¶ … Speech Changes in the structure of media today have resulted in catastrophe for the criticism business, claims one leading movie critic. A.O. Scott, film reviewer for the New York Times, made the declaration during a speech in Atlanta last night, likening the decline of print journalism and the rise of online journalism to a potential...
Introduction Everybody at some point or another has to do a little persuading. Maybe it’s at your job, as you try to convince your boss that you deserve a raise. Maybe it’s at school, because giving speeches is part of passing your communications course. Maybe it’s in...
¶ … Speech Changes in the structure of media today have resulted in catastrophe for the criticism business, claims one leading movie critic. A.O. Scott, film reviewer for the New York Times, made the declaration during a speech in Atlanta last night, likening the decline of print journalism and the rise of online journalism to a potential apocalypse.
Scott, delivering a speech entitled "The Future of Arts Criticism and the Role of the Academy" to an audience of experienced media and communications professionals at the Emory University campus, lamented the state of print media and its impacts on critical thinking in society. Newspapers are under financial pressure and as a result are getting thinner, placing their critical content at risk.
No less an esteemed outlet as the Wall Street Journal has cut its restaurant reviewers and similar cuts have been made across America as newspapers come under increasing financial pressure. A critic at the New York Weekly was held out of a screening because he had insulted the mother of a movie producer. "We can get way more readers online than in print," he explained.
This has given way to a new age of criticism, which Scott described as being in a "confused, beleaguered, divided state" in which we have a great diversity of ideas and thought, but much of it nascent in its formation. Scott argued that the reduction of the role of newspapers in criticism was, if nothing else premature. The Internet, he argued, is often painted as playing a role in criticism that is either "apocalyptic or utopian" but that the truth is somewhere in between.
The diversity of voices and the rapid, frank exchange of thought were two virtues of the Internet, but also represents uncontrolled discourse. Such discourse, Scott argued, may have the potential to make criticism more real but it also contributes to the decline of "an ethos of thought and writing." Criticism is a "habit of thought, a way of thinking about the world" and as such is a high order of writing that should be fostered and encouraged.
While the digital age has its benefits, particularly in the dissemination of information, the lack of controls means that often criticism is simply reduced to "anyone [saying] whatever they want." As criticism shifts on becoming primarily online, it diminishes the role of the critic. Critics such as Mr. Scott once enjoyed exclusivity, based on their experience with the subject and their ability to write. Today's Internet critics, however, often have neither writing skills nor any particular expertise.
"The Internet all of sudden makes everyone a critic," said Scott, taking a pot-shot at the blogging community, where criticism is both rampant and often uninformed. The benefits of the Internet as an information dissemination medium are manifold, but that does not mean that true, classical criticism has lost its value. Indeed, despite the cutbacks at newspapers, classic criticism is more vital than ever. "Critics are soldiers in the on-going culture war," Scott contends, inferring that the role critics play is often greater than the act of writing a review.
The way people think and view the world is often shaped by criticism. When the standards of criticism are compromised, as happens when editorial control is lost, then the influence on the way people think can become negative. Scott's argument was not lost on the generally older crowd in attendance at the Carlos Museum. The Academy itself plays an important role, along with critics, in defining the elements of popular culture that have the most value.
While the public has flocked to see sci-fi eyepopper Avatar in record-breaking numbers, the Academy chose the Hurt Locker, a movie that Scott called "the best non-documentary about the Iraqi War," as its best picture for 2009, indicative of that film's role in telling the story of today's world. The declining role of critics in media must stand as cause for concern among its members as well, in the face of multiple online sites for movie ratings that are both democratic and chaotic. A.O.
Scott joined the New York Times in 2000 as a film critic and now writes in a number of that paper's sections, and.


### EXERCISE BRIEF
Extract each line from the entries below that has the string "methods" in it.

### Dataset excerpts
-- Opening Marker --
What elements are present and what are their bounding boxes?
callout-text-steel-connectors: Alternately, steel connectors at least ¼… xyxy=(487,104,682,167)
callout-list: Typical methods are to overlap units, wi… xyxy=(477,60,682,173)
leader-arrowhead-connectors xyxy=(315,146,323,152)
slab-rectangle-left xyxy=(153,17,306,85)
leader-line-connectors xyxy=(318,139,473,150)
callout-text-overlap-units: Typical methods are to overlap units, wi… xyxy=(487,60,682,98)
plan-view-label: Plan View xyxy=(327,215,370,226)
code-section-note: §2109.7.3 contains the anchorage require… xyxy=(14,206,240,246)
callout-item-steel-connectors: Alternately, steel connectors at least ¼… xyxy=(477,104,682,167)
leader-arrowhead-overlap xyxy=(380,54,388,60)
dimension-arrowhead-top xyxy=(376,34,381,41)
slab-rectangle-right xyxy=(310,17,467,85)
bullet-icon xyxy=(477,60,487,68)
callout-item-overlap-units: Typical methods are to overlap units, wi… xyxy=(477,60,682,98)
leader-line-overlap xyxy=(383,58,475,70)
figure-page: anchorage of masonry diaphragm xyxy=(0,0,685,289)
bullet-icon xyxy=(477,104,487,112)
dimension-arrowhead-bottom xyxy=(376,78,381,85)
-- Closing Marker --
### PROBLEM SOLUTION
callout-list: Typical methods are to overlap units, wi… xyxy=(477,60,682,173)
callout-text-overlap-units: Typical methods are to overlap units, wi… xyxy=(487,60,682,98)
callout-item-overlap-units: Typical methods are to overlap units, wi… xyxy=(477,60,682,98)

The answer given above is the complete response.